7/21/2007

Easy Credit

The following was written by Dr. Peter Chojnowski on The ChesterBelloc Mandate from an article “Distributism: Economics as if People Mattered.” Footnotes refer to Schumacher's Good Work.

"There is one fact which separates our day from the days of the 30s and 40s, however. The concentration of wealth and capital, the inadequacy of a man's pay to provide the basics of life and to provide for savings for the future, the lack of real property generously and broadly distributed, is masked by the reality of easy credit. Easy credit, which is not ultimately "easy" at all on the borrower, anesthetizes the populace to the grim facts of capitalist monopoly. Since we seem to be able to get all the things that we want, the reality of real money being increasingly unavailable to the average man is lost in the delusionary state of the consumerist utopia.

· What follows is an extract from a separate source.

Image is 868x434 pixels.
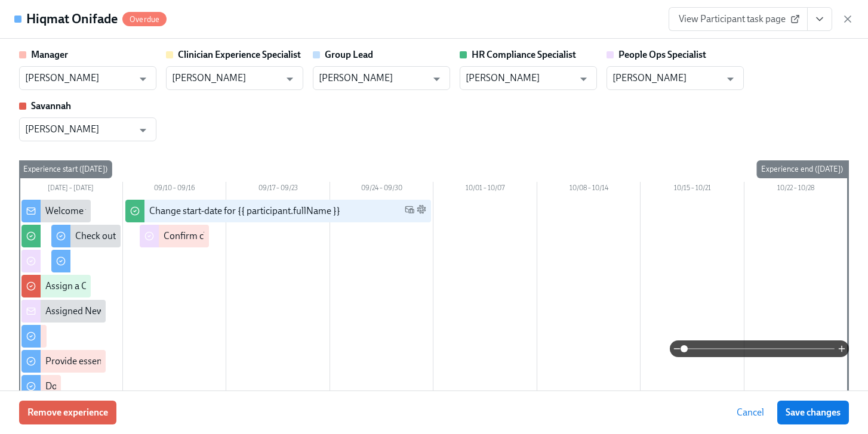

Only when the "benefit" of usurious credit is cut off, do we realize the full extent of the problem. The greatest problem with liberal capitalism, however, is not the concentration of wealth or real property, the greatest "existential" problem created by capitalism is the problem of the very meaning and reality of work. To work is essential to what it means to be a human being. Next to the family, it is work and the relationships established by work that are the true foundations of society.6 In modern capitalism, however, it is productivity and profit which are the basic aims, not the providing of satisfying work. Moreover, since "labor saving" devices are the proudest accomplishments of industrial capitalism, labor itself is stamped with the mark of undesirability. But what is undesirable cannot confer dignity.7"

The entire article can be found here.